Shuttle

Shuttle is a nano-library designed to act mostly as syntactic sugar for certain concurrency features within Swift.

Namely, it takes Combine and adapts it’s concepts of publishers into “Events” for the sake of readability and quality of life. It also introduces a series of typealiases that represent generic closures, allowing you to more easily treat functions as a type, and pass them around with relative freedom.

The following is a series of examples on how you might leverage the contents of this library.

Event – Subscriber Pattern

@Event is actually a property wrapper, which, depending on whether or not a type is supplied through the generics interface, will produce a PassthroughSubject<T, Never>. This isn’t intended to wholly replace PassthroughSubject, or the use of Subjects in Combine entirely, but rather be a more convenient interface for passing events to a subscriber. Some parts are very similar to the @Published property wrapper, and you can actually use that as an alternative.

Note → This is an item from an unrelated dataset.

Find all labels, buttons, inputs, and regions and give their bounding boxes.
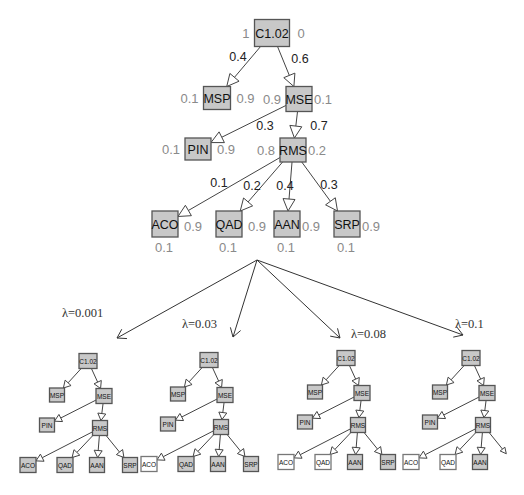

The counterpart to @Event is the Subscribing protocol, which provides a host of methods following the subscribe(to:<#Event>, performing:<#TypedAction<T>>) pattern. This is designed to let you very quickly subscribe to the events without having to jump through the hoops of sink and store. The Subscribing protocol also requires a boolean prefersMainThreadExecution which allows the subscriber to determine whether it should receive events on the main thread, or the sender’s thread. By default, UIViewController and UIView types (in iOS) will have this flipped on when conforming to Subscribing.

Creating @Events

class Combobulator {
    @Event var refreshEvent
    @Event<String> var flubberBatchName
    @EventStream<Int>(value: 0) var flubberCount

    func loadFlubbers() {
        Task {
            do {
                let flubbers = try await loadFlubbers()
                flubberBatchName.send(flubbers.batchName)
                flubberCount.value = flubbers.count
                try await combobulate(flubbers) 
                refreshEvent.send()
            } catch {
                exit(0) // lol don't ever do this.
            }
        }
    }

    func combobulate(_ flubbers: [Flubber]) {   
        ...
    }
}

Subscribing

class FlubberDisplay: Subscribing {

    let prefersMainThreadExecution = true
    
    let combobulator = Combobulator()
    
    init() {
        subscribe(to: combobulator.refreshEvent, performing:refresh)
        subscribe(to: combobulator.flubberBatchName, performing:updateBatchName(to:))
        subscribe(to: combobulator.flubberCount, performing:updateFlubberCount(to:))
    }
    
    func refresh() {
        ...
    }
    
    func updateBatchName(to name: String) {
        ...
    }
    
    func udpateFlubberCount(to count: Int) {
        ...
    }   
}

Threading Property Wrappers

Literally property wrappers to allow for execution on certain threads like so:

@MainThreaded var action = { [weak self] in
    self?.someUILabel.text = someNewValue
    print("executed on main thread")
}
action()

There’s also the @Delayed wrapper which performs some Action with a delay on a given thread. If no thread is supplied, it will run on main by default.

@Delayed2(500) var action = {
    print("do something")
}
action()

@Delayed2(500, thread: .global(qos: .background)) var backgroundAction = {
    print("do something")
}
backgroundAction()

The ways you can use this nano-library are rather extensive, because what it does is relatively low level. One potential use case is with the MVVM architecture, where the Event-Subscriber pattern above can drastically cut down on the work you need to do between ViewControllers and ViewModels, while also enforcing thread safety.